Sure, if you talk about 1 VM, I agree. And I wouldn't second guess doing this, at all. It would be my initial plan as well as long as I don't have to make any strong availability guarantees. And for this use case, I'd call AWS a bad choice. It's not a simple VM provider.

But once you start running e.g. a redundant postgres cluster for updates without downtime, the amount of stuff to know also grows, a lot. Suddenly you also need backups, tests of backups. And this is where AWS/the cloud allows you to save time, and treadmill time.

2 comments

The article was originally intended at manufacturing companies, not at IT startups, that currently go "all-in" on AWS and Azure with all of their managed services, when actually 95% of their workloads are in virtual machines, and the remaining stuff could easily be handled on a single VM. Or maybe a couple of VMs and a managed postgres somewhere (e.g., maybe even at AWS or Azure).

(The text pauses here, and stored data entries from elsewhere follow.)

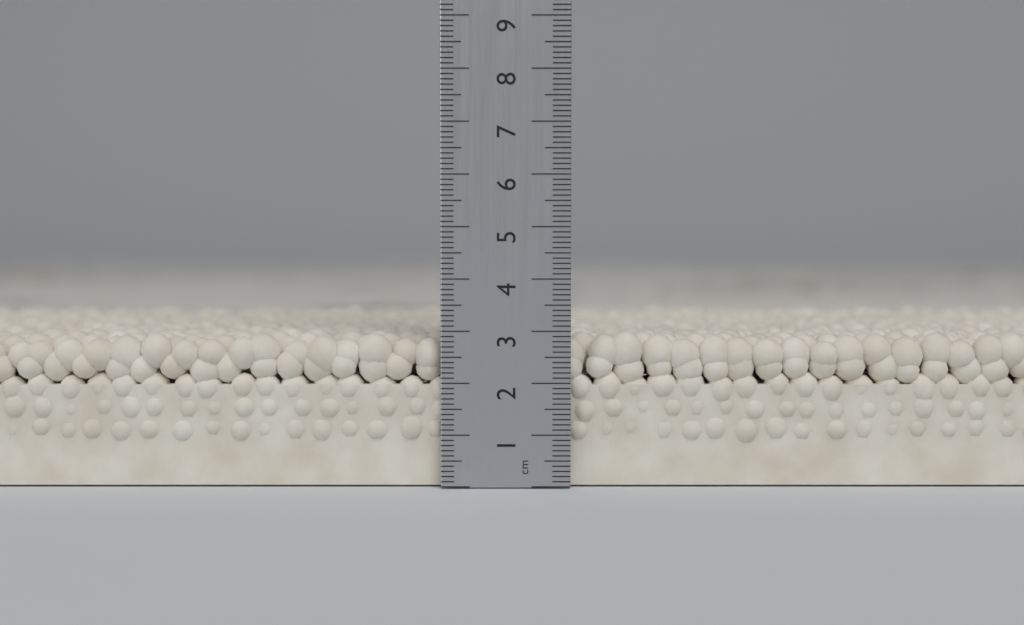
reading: 3.0 cm
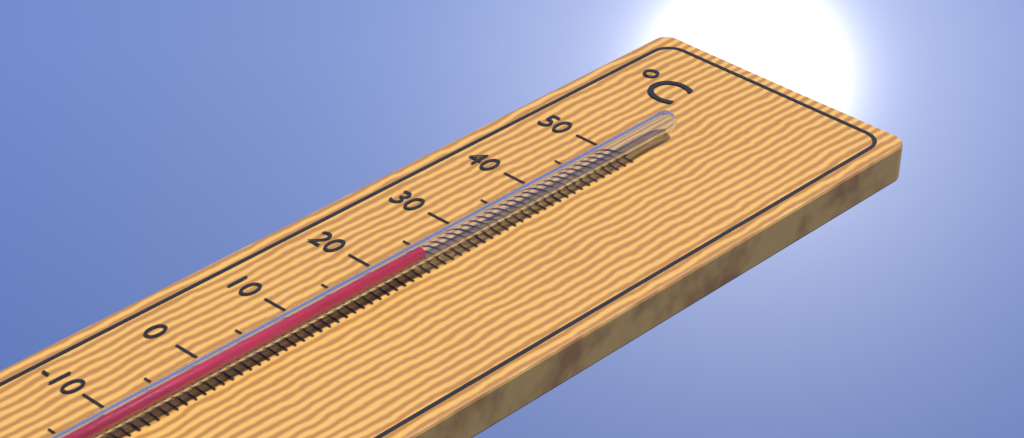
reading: 23 °C
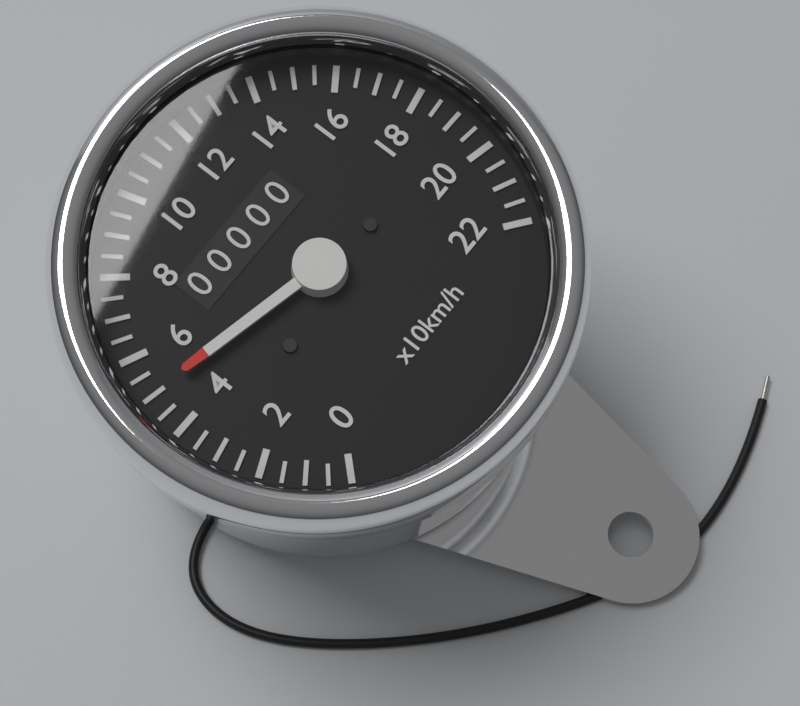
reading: 50 km/h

Would probably give them way more budget in actually building applications than running the infrastructure.

Maybe I'll extend the article to include the point of using a managed postgres at AWS / Azure / fly.io, whatever, in combination with Hetzner VMs.

I have a single VM for my personal stuff, but I use Azure’s backup and automated fail-over mechanisms as well as managed services for database and data processing for this very reason.